RedRobyn24 · 25/10/2025 11:00

Paaseitjes · 25/10/2025 10:58

That's horrendous. Honestly the more I hear about giving birth in the NHS, the more barbaric it sounds. My parents can't understand why we say we won't be coming back unless we're paid enough for gold plated health insurance and even then probably not. To make you more jealous, pelvic physio is default here too. Our breast feeding rates aren't great though and the insurance doesn't cover a lactation consultant.

It is crap but it’s not as poor as America. At least we don’t have to pay for our obstetric violence.

RedRobyn24 · 25/10/2025 11:01

Sorry, I should say pay extra* because of course we do pay for the NHS

Paaseitjes · 25/10/2025 14:12

ThisTaupeZebra · 24/10/2025 10:30

"You don't need to decide until the day. 12h in I most definitely changed my mind back! Off we went to the midwife unit to try out the birth pool (the midwife phones up, reserves you a room, and tells them to fill the pool and put the whale music on) Three hours later I was sick of whale music and they wheeled me over the hall to the hospital proper for an epidural."

So in the UK you are very much pushed towards 'choosing' midwife-led unit or 'consultant-led unit' depending on whether you are 'high' or 'low' risk, and there is the option of homebirth. Transfer from the midwife-led unit to the consultant-led unit is deeply taboo.

Pregnant women made decisions on how low the transfer rates between units were at their local hospitals, and low transfer rates are used symbolically to suggest that the 'cascade of intervention' was being avoided. There was no attention given to the women who were having evidence-based medicine withheld from them because they were in labour.

When I went to visit the 'midwife-led unit' weeks before giving birth I was told "this is not a half way house for people on the way to the labour ward. It is for women for whom there is no need for medical intervention". I was told this again when I turned up there, (because I had to, because I had chosen it and been registered there, not the consultant-led unit) with a number of symptoms I now understand were red flags. I was denied pain relief and sneered at for eventually having to be transferred and asking about epidural during the transfer. I was treated as though I had 'let them down'. TBF, at the time, transfers between one unit to another were recorded in Government statistics, and higher rates of transfers were considered 'bad'. This was a stat they were going to have to mop up elsewhere. This was 2018, before the various scandals broke that have led to the removal of the idea of a 'max c-section rate'.

It's crazy because this doesn't even save money. It will mean more women choose for hospital just in case and cause more chronic issues afterwards due to poorly managed births. I'd have probably ended up with an expensive c- section if an epidural hadn't been easily available due to exhaustion.

RedRobyn24 · 25/10/2025 14:15

Paaseitjes · 25/10/2025 14:12

It's crazy because this doesn't even save money. It will mean more women choose for hospital just in case and cause more chronic issues afterwards due to poorly managed births. I'd have probably ended up with an expensive c- section if an epidural hadn't been easily available due to exhaustion.
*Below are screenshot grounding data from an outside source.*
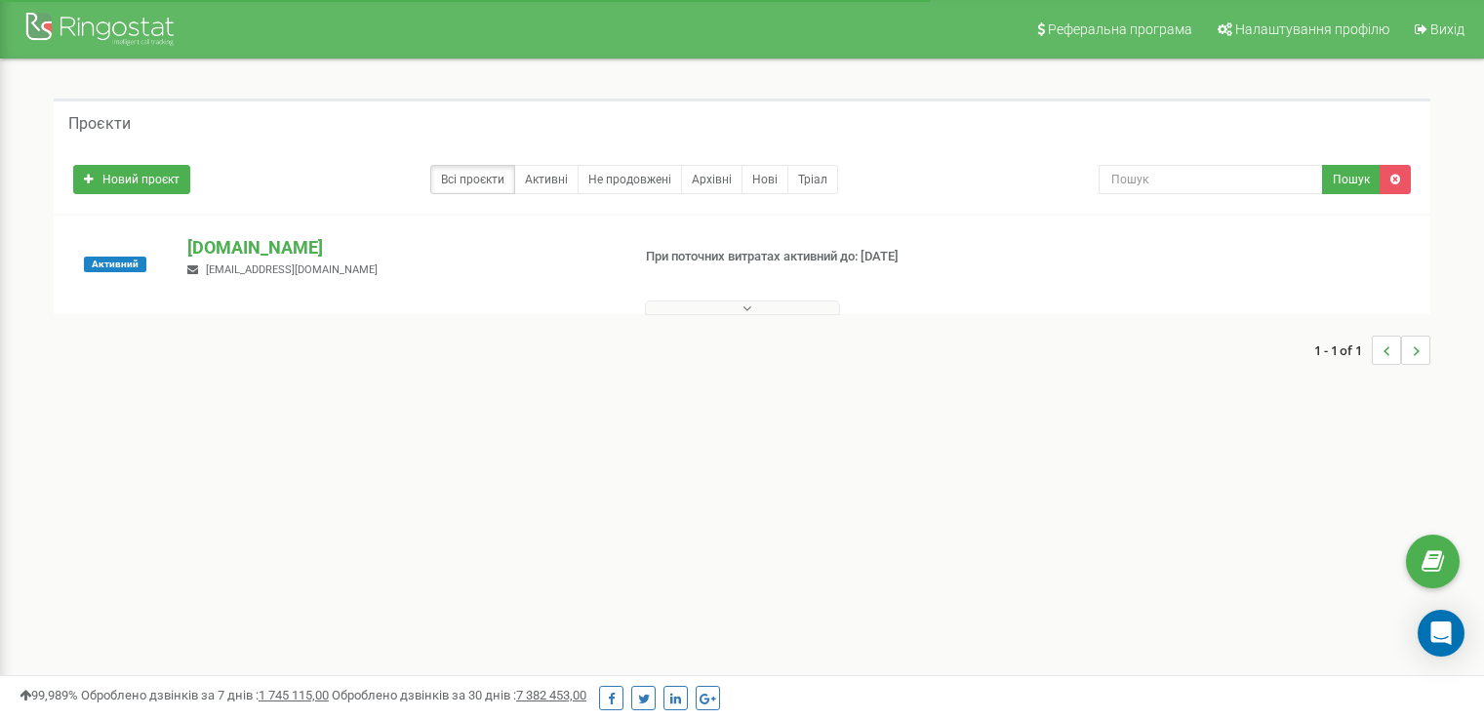 The image size is (1484, 720). I want to click on a: Архівні, so click(711, 180).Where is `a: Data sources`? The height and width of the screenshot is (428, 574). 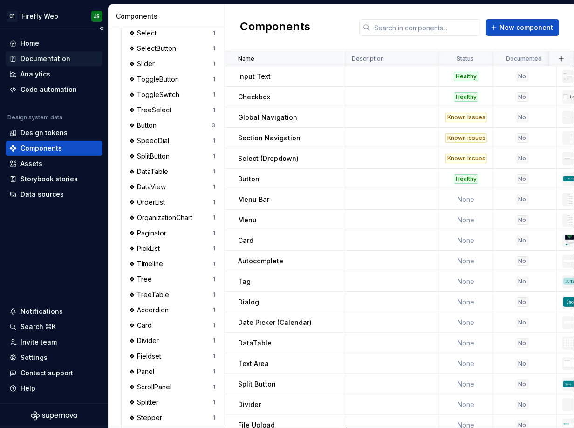 a: Data sources is located at coordinates (54, 194).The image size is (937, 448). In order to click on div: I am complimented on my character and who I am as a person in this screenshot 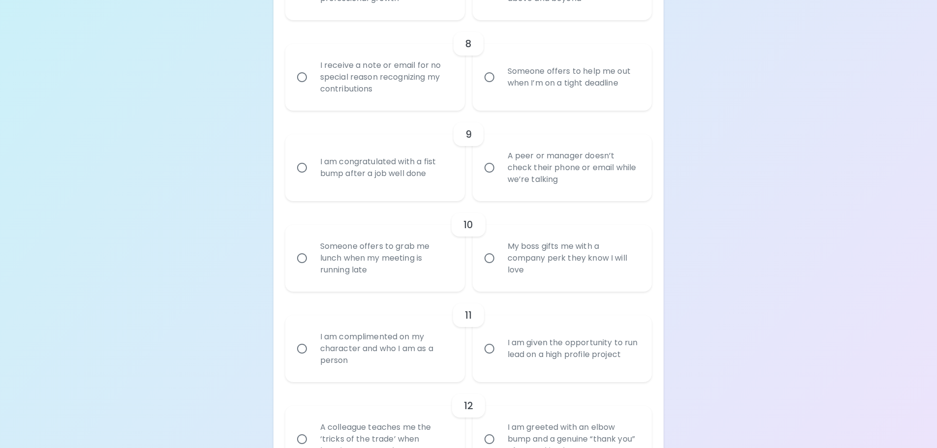, I will do `click(385, 349)`.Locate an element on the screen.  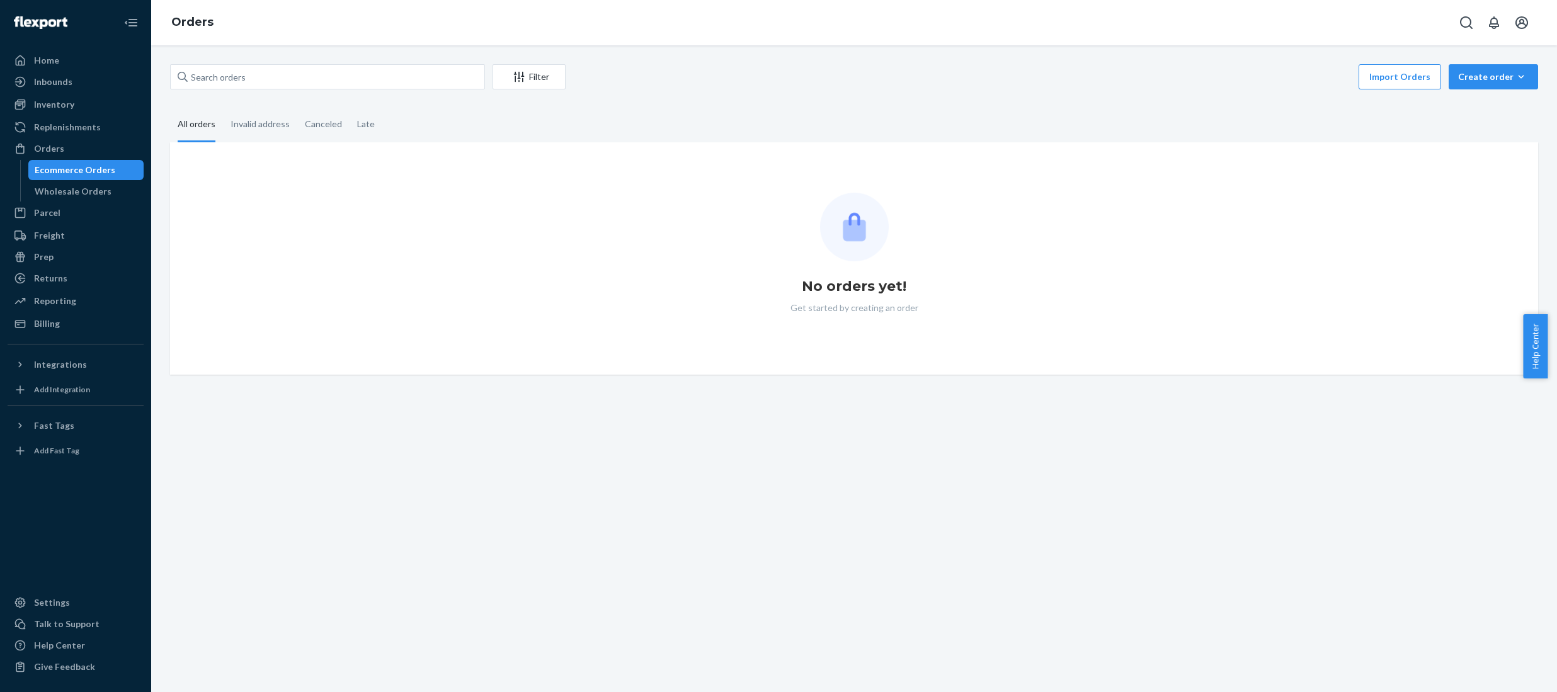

Also most women who have a c section opt for a c section with subsequent pregnancies. More money.

it’s significantly cheaper to hire 2 midwives to watch and observe - hands off - at a home birth then it is to pump all these women full of drugs and cut their babies out of them. Not to mention the absolute trauma of forceps which is wildly popular, is anyone talking about the damage those do to our babies?